On a late summer evening in 2018, a large crowd of students gathered around a Confederate monument at the University of North Carolina at Chapel Hill. Chanting and bearing signs, the protesters toppled the eight-foot statue known as Silent Sam – which had stood atop that granite plinth for more than 100 years – pulling him to the ground with cheers. It was a watershed moment, and one that was indirectly influenced by the research of someone now teaching history at the College of Charleston.

Professor Adam Domby specializes in the Civil War and Reconstruction, the 12-year, post-war period that empowered formerly enslaved people. Specifically, his research focuses on the role of lies and exaggeration in the creation of “Lost Cause” narratives regarding the war. He examines the connections these narratives have to white supremacy and the pivotal role Confederate monuments play in it, which he writes about in a new book called The False Cause: Fraud, Fabrication, and White Supremacy in Confederate Memory (available in the College bookstore and on Amazon).

History professor Adam Domby

History professor Adam Domby (photo by Kate Thorton)

Domby was a graduate student at UNC in 2009 when he discovered a document that previous historians had largely overlooked. It was a 1913 speech given at the dedication of Silent Sam by Julian Carr, a rich industrialist and white supremacist who was one of the most prominent Confederate veterans of that era. The discovery of the speech only served to strengthen the resolve of the Silent Sam protesters.

“In his speech, Carr said explicitly that this is a monument tied to white supremacy,” says Domby. “He’s very upfront about that. And, in fact, Carr said that it’s really a monument to the overturning of Reconstruction.”

The speech served to promulgate what Domby refers to as “key falsehoods” underlying the Lost Cause narrative, which positions the cause of the Confederacy as just and heroic. Domby’s work focuses on the role of lies and exaggeration in the creation of Lost Cause narratives regarding the war, scrutinizing the connections these narratives have to white supremacy.

“Among those key lies,” he says, “is the assertion that the war had nothing to do with slavery, but was solely about states’ rights, which is patently false. Another is the claim that slavery was a benevolent institution, that it benefited enslaved people. That, of course, is patently false as well. Slavery in the South was premised on terror and violence. Period. It was the extraction of labor through torture and terror.

“These monuments,” adds Domby, “are ultimately about the time in which they were crafted and not about the time they commemorate. They are not about the Civil War; they’re about the Jim Crow era. What’s remarkable is that narrative, which allowed and justified white supremacist politics in the early 20th century, is still being used today for the same purpose.”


* **Your instructions**:
Report each line of the data that includes the word "reference".

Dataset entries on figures
↓

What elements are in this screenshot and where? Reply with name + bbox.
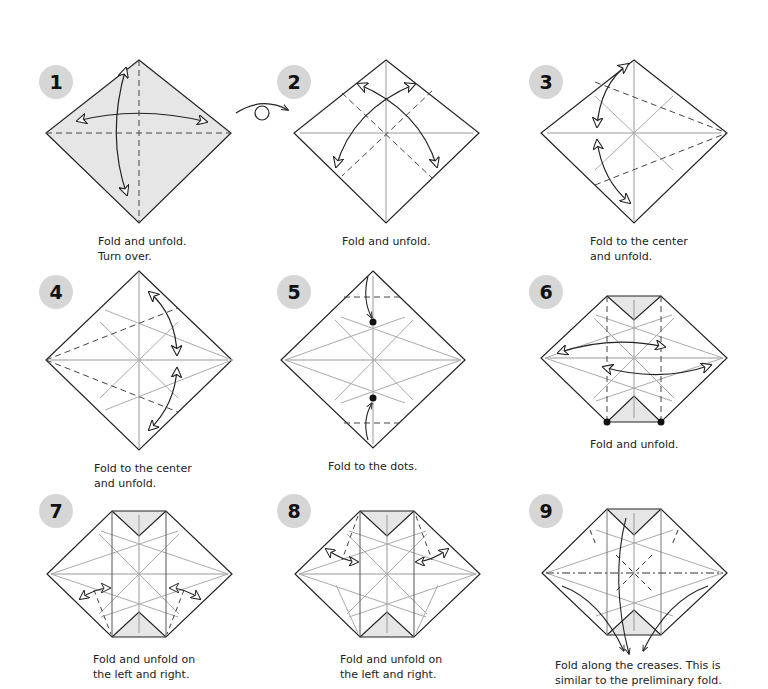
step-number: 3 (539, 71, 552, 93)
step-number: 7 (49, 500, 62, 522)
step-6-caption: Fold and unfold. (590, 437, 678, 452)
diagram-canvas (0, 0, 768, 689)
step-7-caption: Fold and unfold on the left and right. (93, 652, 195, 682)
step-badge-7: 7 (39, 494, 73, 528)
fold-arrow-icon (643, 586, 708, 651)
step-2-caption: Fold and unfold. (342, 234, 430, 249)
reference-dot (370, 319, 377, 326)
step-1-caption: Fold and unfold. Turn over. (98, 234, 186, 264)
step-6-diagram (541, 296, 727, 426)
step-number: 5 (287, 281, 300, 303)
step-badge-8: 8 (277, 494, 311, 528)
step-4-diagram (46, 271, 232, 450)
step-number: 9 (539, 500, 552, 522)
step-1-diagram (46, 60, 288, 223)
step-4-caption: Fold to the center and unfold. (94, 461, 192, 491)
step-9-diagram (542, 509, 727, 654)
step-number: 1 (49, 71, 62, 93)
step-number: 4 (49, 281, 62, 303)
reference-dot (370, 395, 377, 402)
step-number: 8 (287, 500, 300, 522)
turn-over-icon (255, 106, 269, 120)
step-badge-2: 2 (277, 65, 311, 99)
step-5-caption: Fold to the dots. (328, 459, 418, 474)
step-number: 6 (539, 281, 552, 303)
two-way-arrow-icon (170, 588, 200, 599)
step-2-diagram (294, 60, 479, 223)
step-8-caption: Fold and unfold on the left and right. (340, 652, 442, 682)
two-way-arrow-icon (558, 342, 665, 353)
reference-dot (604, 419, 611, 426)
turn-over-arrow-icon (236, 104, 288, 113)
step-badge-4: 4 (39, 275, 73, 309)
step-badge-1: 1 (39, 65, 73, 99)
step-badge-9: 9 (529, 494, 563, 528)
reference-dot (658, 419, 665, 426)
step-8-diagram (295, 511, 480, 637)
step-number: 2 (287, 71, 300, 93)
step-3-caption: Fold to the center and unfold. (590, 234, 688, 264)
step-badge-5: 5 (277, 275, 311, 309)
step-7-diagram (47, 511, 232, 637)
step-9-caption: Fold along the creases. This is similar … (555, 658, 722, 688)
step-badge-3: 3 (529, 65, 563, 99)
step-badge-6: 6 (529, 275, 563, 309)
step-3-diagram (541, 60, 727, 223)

↑
↓

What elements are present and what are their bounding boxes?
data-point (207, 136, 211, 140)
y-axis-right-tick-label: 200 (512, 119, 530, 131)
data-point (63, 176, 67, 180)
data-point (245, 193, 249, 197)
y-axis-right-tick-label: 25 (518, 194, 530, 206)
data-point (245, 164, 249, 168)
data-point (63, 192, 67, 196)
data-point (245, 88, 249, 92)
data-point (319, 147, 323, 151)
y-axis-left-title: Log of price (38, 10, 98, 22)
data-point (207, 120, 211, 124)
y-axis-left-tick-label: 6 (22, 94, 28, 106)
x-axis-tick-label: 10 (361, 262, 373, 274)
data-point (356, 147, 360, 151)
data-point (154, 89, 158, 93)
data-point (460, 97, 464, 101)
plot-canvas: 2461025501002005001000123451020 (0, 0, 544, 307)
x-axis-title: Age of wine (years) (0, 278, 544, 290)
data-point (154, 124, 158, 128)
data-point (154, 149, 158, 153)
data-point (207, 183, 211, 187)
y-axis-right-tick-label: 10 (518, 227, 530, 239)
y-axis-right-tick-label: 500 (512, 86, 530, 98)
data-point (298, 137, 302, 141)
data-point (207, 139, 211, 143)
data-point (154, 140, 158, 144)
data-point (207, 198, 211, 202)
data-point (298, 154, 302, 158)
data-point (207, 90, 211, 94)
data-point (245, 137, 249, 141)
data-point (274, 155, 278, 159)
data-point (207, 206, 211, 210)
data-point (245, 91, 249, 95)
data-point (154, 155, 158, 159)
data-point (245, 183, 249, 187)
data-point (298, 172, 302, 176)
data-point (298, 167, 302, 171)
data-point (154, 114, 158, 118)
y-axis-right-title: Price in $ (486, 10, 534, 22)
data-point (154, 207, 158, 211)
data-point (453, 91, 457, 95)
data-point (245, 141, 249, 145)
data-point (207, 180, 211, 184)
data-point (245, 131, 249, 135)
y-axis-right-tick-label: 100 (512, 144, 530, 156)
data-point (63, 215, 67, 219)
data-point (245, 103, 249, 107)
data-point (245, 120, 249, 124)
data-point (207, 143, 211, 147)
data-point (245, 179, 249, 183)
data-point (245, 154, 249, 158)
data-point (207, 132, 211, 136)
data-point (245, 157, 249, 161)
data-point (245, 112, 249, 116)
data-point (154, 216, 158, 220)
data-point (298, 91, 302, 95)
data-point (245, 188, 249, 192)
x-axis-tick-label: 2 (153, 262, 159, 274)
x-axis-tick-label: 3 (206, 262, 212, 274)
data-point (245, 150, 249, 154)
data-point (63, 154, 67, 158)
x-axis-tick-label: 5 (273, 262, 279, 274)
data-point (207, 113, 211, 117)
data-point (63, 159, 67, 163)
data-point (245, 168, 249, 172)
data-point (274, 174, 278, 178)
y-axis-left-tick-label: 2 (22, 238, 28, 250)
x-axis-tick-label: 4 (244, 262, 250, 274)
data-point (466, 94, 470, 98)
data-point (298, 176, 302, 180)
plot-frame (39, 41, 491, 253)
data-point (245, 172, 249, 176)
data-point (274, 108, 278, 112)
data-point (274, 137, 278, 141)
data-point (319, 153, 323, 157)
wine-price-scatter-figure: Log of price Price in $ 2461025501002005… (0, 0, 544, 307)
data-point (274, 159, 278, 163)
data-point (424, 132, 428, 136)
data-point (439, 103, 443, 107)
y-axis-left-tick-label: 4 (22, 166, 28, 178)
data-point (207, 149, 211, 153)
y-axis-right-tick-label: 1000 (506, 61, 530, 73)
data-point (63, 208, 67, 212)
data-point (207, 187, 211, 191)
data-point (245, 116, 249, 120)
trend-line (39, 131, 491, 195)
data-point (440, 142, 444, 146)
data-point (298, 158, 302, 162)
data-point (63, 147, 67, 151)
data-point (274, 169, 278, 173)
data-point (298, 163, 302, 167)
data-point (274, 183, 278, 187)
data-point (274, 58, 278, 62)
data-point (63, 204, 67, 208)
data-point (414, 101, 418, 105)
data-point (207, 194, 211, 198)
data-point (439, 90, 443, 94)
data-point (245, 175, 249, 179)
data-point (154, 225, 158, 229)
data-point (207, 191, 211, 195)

↑

* **Output for this exercise**:
reference-dot (370, 319, 377, 326)
reference-dot (370, 395, 377, 402)
reference-dot (604, 419, 611, 426)
reference-dot (658, 419, 665, 426)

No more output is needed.